In a statement released Tuesday before the president's speech, Trump called Philadelphia a "cesspool of corruption," and spoke out in favor of an effort in the Pennsylvania Legislature to conduct an audit of the 2020 election results.
"Joe Biden is going to Pennsylvania today in a rush in order to stop the Forensic Audit that the Pennsylvania Republican Senate is in the process of doing," he wrote, in part.
The state's election results were already audited — twice in most counties — with no evidence of significant fraud.
The president also referred to the push from some GOP legislators to change who can officially count votes.
"It's about who gets to count the vote. Who gets to count whether or not your vote counted at all. Moving from independent election administrators who work for the people to polarizing state legislators," he said.
"It's the most dangerous threat to voting ... in our history," he said, calling such GOP-led election policy moves "election subversion."
Democrats in Washington have already tried to respond with a sweeping voting and elections bill that Senate Republicans blocked. Most Republicans have similarly dismissed a separate bill, the John Lewis Voting Rights Advancement Act, which would restore sections of the Voting Rights Act that the Supreme Court had previously weakened.
Biden made a fiery appeal for the passage of both bills, saying that "guaranteeing the right to vote is the most patriotic thing we can do."
Those roadblocks have increased focus on the Senate filibuster, which, if left in place, would seem to provide an insurmountable roadblock to the pair of voting rights overhaul measures pending in Congress. Republicans have been unanimous in their opposition, and it would take the elimination or at least modification of the filibuster for the bills to have a chance at passage.
Moderate Democrats like Sen. Joe Manchin of West Virginia and Sen. Kyrsten Sinema of Arizona so far have expressed reluctance to changing the Senate tradition. The voting bills have little other chance of passage in a body that is a 50-50 deadlock, with Vice President Kamala Harris breaking the tie.
Many Democrats have expressed frustration with the lack of White House push to reform the filibuster, with civil rights activists stressing that Biden was elected with broad support from Black people whose votes are often put at risk by voting restrictions. House Majority Whip Jim Clyburn, a longtime Biden ally, urged this week that the filibuster be modified for voting rights legislation.
Biden, a veteran of the Senate, has offered some support for filibuster changes but has not put his political weight behind the issue. He and Harris, who is leading the administration's efforts on voting rights, met last week with some of the civil rights leaders, who made clear that they expected a legislative solution.
"Our backs are against the wall.
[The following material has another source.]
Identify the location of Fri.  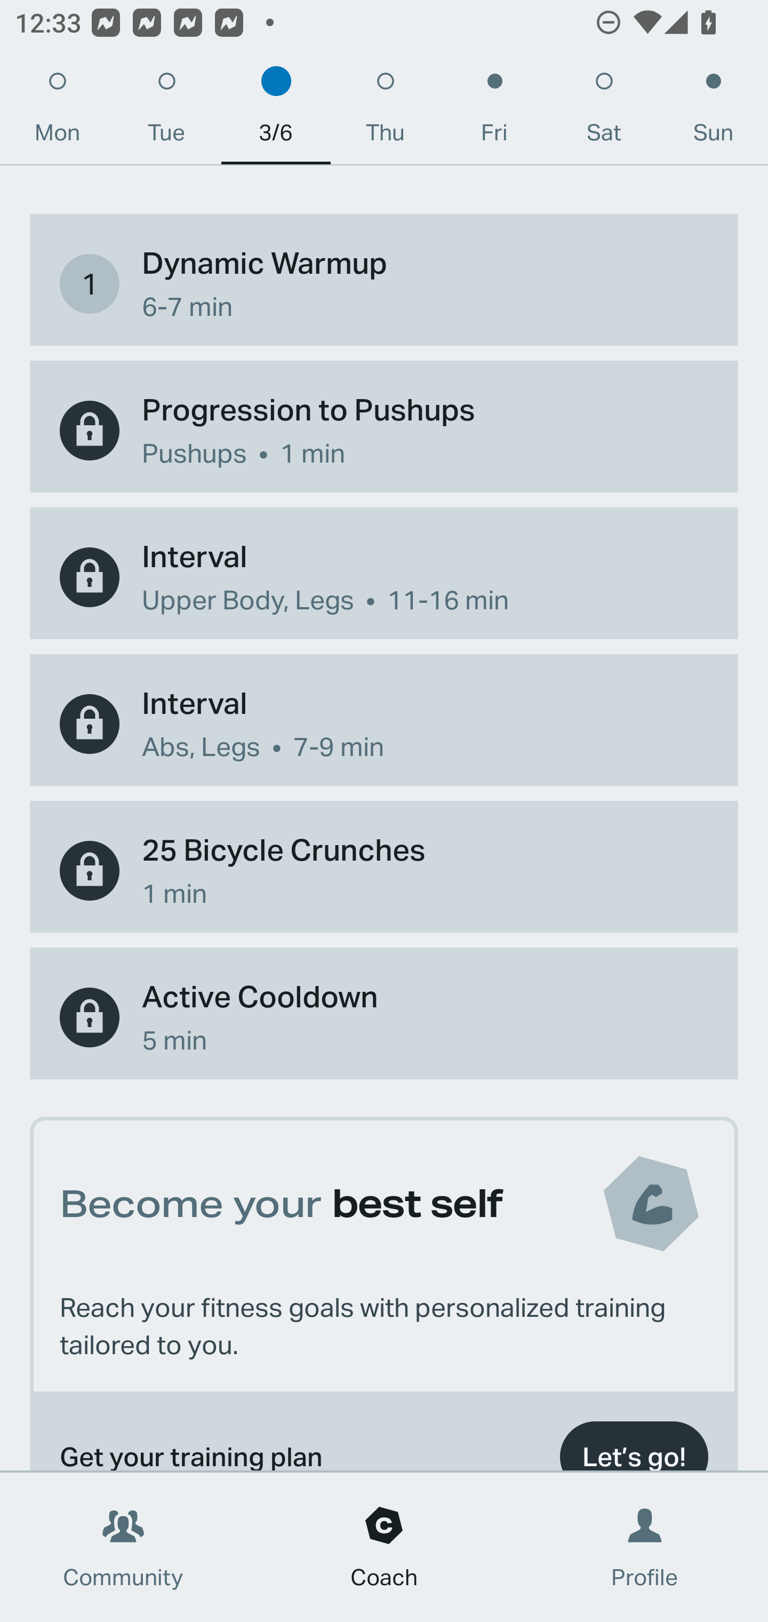
(494, 112).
This is the moment. We have no more time," said Sherrilyn Ifill, president of the NAACP Legal Defense Fund, after the meeting. "I told the president: We will not be able to litigate our way out of this threat to Black citizenship."
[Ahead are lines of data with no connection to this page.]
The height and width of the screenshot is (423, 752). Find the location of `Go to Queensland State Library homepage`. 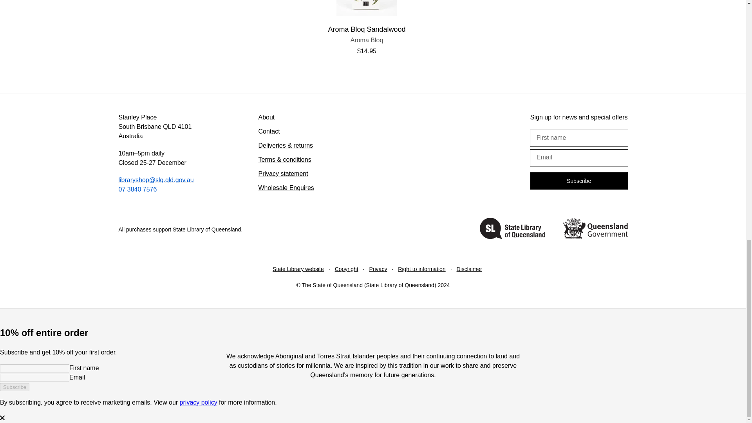

Go to Queensland State Library homepage is located at coordinates (594, 229).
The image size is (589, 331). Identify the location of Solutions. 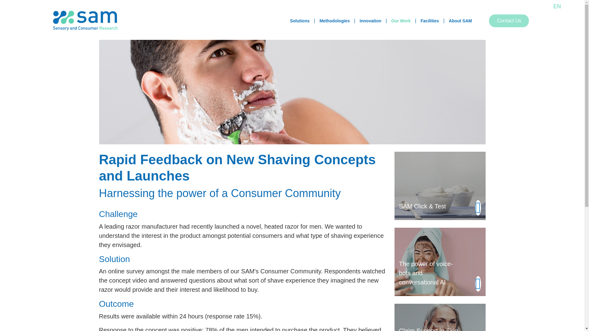
(299, 21).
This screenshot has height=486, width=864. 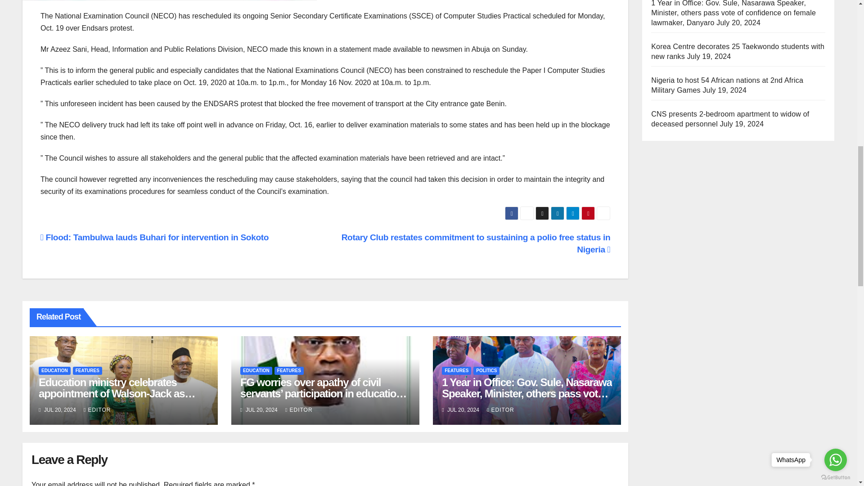 What do you see at coordinates (486, 371) in the screenshot?
I see `POLITICS` at bounding box center [486, 371].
Although not abandoning hope of a legislative solution, the West Wing has been shifting focus to other measures to protect the vote, including legal remedies pursued by the Justice Department and in individual states, according to the officials. There also will be an emphasis on boosting voter turnout, with aides pointing to the successes Democrats had in getting out votes last year during the height of the pandemic.
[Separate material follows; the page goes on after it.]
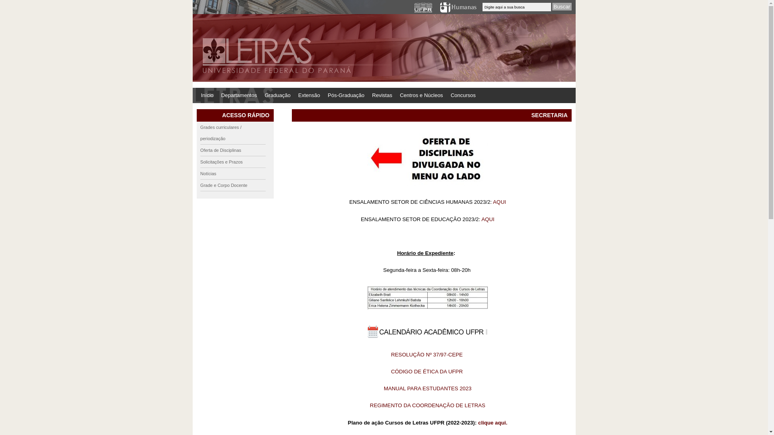 This screenshot has width=774, height=435. What do you see at coordinates (428, 388) in the screenshot?
I see `MANUAL PARA ESTUDANTES 2023` at bounding box center [428, 388].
Officials concede, though, that turning out voters is always harder in a nonpresidential election year. Some frustrated aides, seeing the reality in the Senate, believe too much of a focus has been placed on federal legislative measures and think that civic and business groups can also play a role in fighting the voting restrictions, noting that an outcry in Georgia helped water down some of the GOP's proposed plans.